Boundaries

St Francis and the snow bird

It’s about this time of year, each year, that I get stuck. It’s not the cold so much, although it is cold, and it’s not even the snow, although goodness knows we have snow, it is rather a stuckness in my being. Christmas is past and Lenten meditations not yet here. I need some leverage to get myself out of the drift.

I can only imagine what St. Francis, Mediterranean mystic that he is, must think of our garden at the moment. He does not look happy. I understand. Although digging him out won’t accomplish much as there’s more snow predicted. And besides, foul or fair, he watches over this corner of our lives.

If it were Lent, I’d have some focus, a boundary for my wandering, unfocused mind. But Lent, alas, is still weeks away. And so, turning to well-stocked bookcases, I found and pulled from the shelf, Mysticism after Modernity by Don Cupitt who was Dean of Emmanuel College Cambridge. I’ve never read it, bought in at Borders, Overland Park, sometime after 1999 when I moved here. But it’s been waiting for me.

In the Introduction (yes, right away I began underlining sentences!) he writes about the “postmodern” age we live in. “In the past, all of people’s ideas about reality and objectivity – their sense of life’s basic shape – depended ultimately upon the authority of a deeply ingrained sense of religious law, and proximately upon a framework of shared philosophical assumptions. In modernity these assumptions especially concerned the human subject, consciousness, experience, reason, and language. But in postmodern times they have all broken down. Metaphysical realism has come to an end, and our whole world-view has become very much more pluralized, pragmatic, free-floating, and maintained by continual bricolage, or improvisation.”

i.e.: I’m not the only one floating around boundary-less. If we have lost the imposed boundaries of organized religion, what do we improvise with?

However, now I have a focus, a book, ideas to ponder, and way forward. Most of my life, actually, when I’m foundering and looking for a way forward, I’ve turned to books.

What helps you move forward – not just the every day forward, to-do lists will serve for that, but the forward that feeds your spirit with focus? Books? Music? Painting?

What feeds your soul? What removes you from the drift and self-imposes a boundary?

6 thoughts on “Boundaries

  1. February is for the birds! When I feel the winter doldrums threatening to enshroud my sense of hope, I sit at my kitchen table with a cup of cinnamon-ginger tea and watch the birds.
    I remember that I used to fly, too.
    I recall how my focus was the daily pursuit of food.
    And I am humbled by how well I have trained “my” birds to count on my whistle to signal fresh seed, suet and fruit.
    All of life is interdependent. God made it that way. So, it’s okay.

  2. diana read,the blessed mother appears to a woman in baltimore. one of her messages was she wanted us to talk to each other, and engage strangers in simple fellow ship. in the seth books it says god’s favorite prayer is acts of creativity. so these are my ceremonies in a modern world. boundaries fall in place naturally in the pursuit of doing things well. so say i

  3. Frequently you do! Feb. has always been a struggle for me, at any rate most of my adult life–I’ve never known why.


WORK REQUIRED – Repeat the records verbatim and leave the pictures out of your copy.

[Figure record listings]
·····

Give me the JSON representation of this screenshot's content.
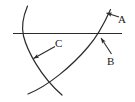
{
  "figure": {
    "background_color": "#ffffff",
    "stroke_color": "#2b2b2b",
    "label_color": "#1a1a1a",
    "labels": [
      {
        "id": "A",
        "text": "A",
        "points_to": "upper end of the large arc above the line"
      },
      {
        "id": "B",
        "text": "B",
        "points_to": "intersection of the large arc with the horizontal line"
      },
      {
        "id": "C",
        "text": "C",
        "points_to": "the left arc below the horizontal line"
      }
    ],
    "elements": {
      "horizontal_line": "horizontal straight line",
      "left_arc": "small arc curving from top down to bottom right",
      "large_arc": "large arc sweeping from bottom left up to top right",
      "arrow_a": "leader arrow to A",
      "arrow_b": "leader arrow to B",
      "arrow_c": "leader arrow to C"
    }
  }
}
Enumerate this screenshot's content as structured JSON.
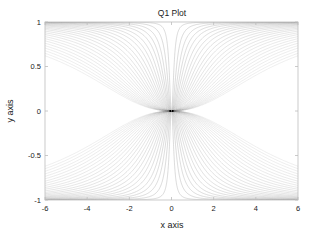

·····

YOUR SOLUTION –
Give me the JSON representation of this screenshot's content.
{
  "figure": {
    "background_color": "#ffffff",
    "stroke_color": "#2b2b2b",
    "label_color": "#1a1a1a",
    "labels": [
      {
        "id": "A",
        "text": "A",
        "points_to": "upper end of the large arc above the line"
      },
      {
        "id": "B",
        "text": "B",
        "points_to": "intersection of the large arc with the horizontal line"
      },
      {
        "id": "C",
        "text": "C",
        "points_to": "the left arc below the horizontal line"
      }
    ],
    "elements": {
      "horizontal_line": "horizontal straight line",
      "left_arc": "small arc curving from top down to bottom right",
      "large_arc": "large arc sweeping from bottom left up to top right",
      "arrow_a": "leader arrow to A",
      "arrow_b": "leader arrow to B",
      "arrow_c": "leader arrow to C"
    }
  }
}
Enumerate this screenshot's content as structured JSON.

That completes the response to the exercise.